HBO's "Real Sports with Bryant Gumbel" is the best sports magazine show on television, and the most recent program shows why. Each of the four segments is well-reported, insightful and compelling.

The four segments are:
John Madden Andrea Jaeger
Baseball Players Ineligible For Pension Randy Moss

The first segment, Mary Carillo's feature on Fox football announcer John Madden, shows that Madden is exactly how most fans picture him - easy-going, funny and football crazy. Oh yeah, and rich. Madden makes $8 million a year from Fox, Carillo reports, and about $7 million from endorsements. One of the reasons Madden makes that kind of money is because the public perceives him as the common man. Carillo says that in many ways, Madden does fit that perception, which hasn't changed with his wealth.

Another reason Madden is so popular is, of course, his colorful announcing.
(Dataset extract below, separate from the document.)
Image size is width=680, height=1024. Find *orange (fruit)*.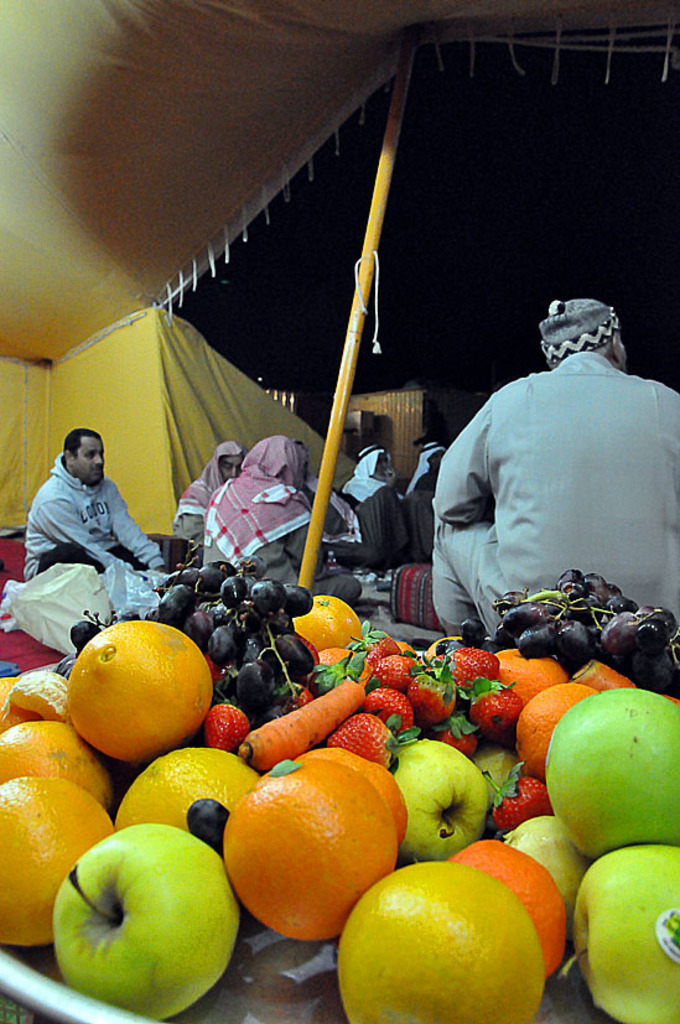
[517, 682, 570, 776].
Carillo's piece shows how hard Madden prepares for the games, and it provides glimpses of a game production meeting, in which Madden and his crew dissects video of the teams. (How many of us would love to just sit there, watch football video and discuss strategy with Madden?)
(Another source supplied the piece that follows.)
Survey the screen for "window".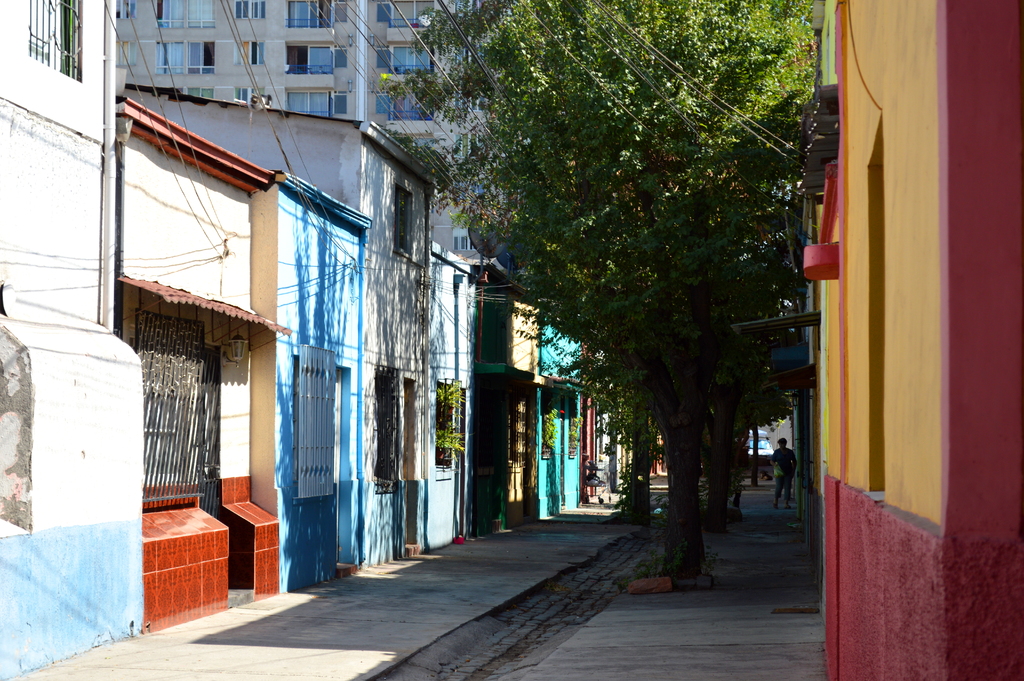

Carillo also conducts the mandatory tour of his famous bus, which has two bathrooms, three televisions (with satellite) and a fax machine. Madden explains to Carillo that he is not afraid to fly but is claustrophobic.
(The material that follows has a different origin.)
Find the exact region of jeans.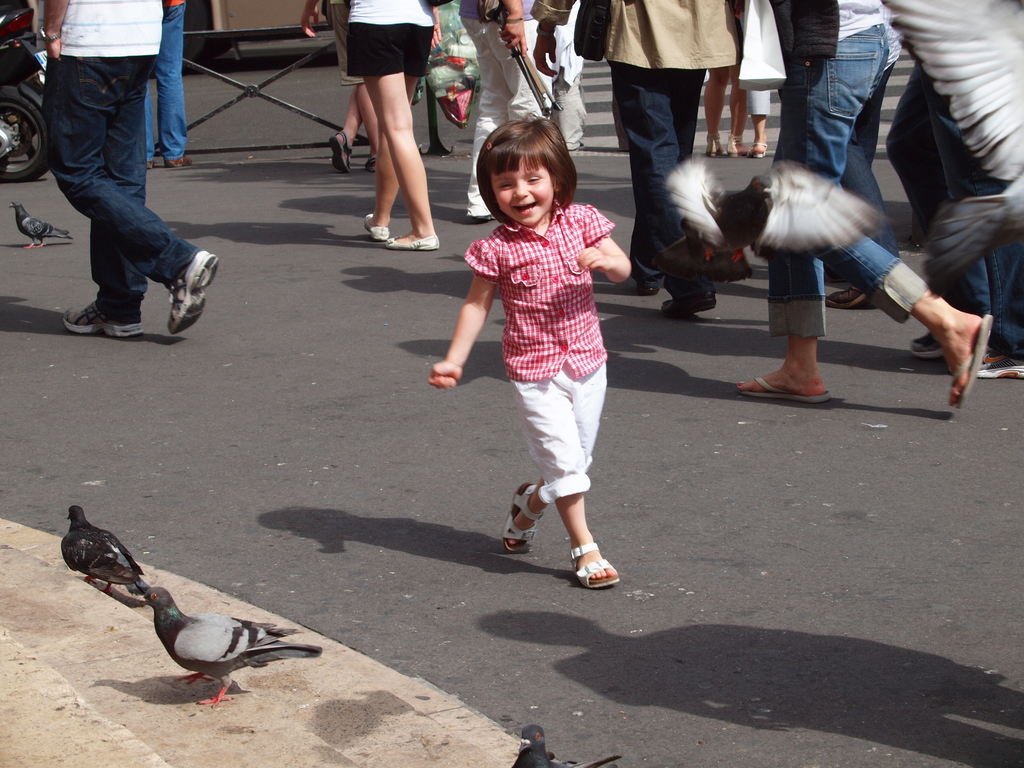
Exact region: [41, 65, 200, 318].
"I am not claustrophobic if I can control it." Madden says. "I am claustrophobic if I can't control it. People say, "How can you be claustrophobic on an airplane and not a bus?" Because when you are up there 30,000 feet and you want to get out, the first step is a big one."

The piece is very good; my only minor gripe is that Carillo didn't say how much longer Madden is planning to work.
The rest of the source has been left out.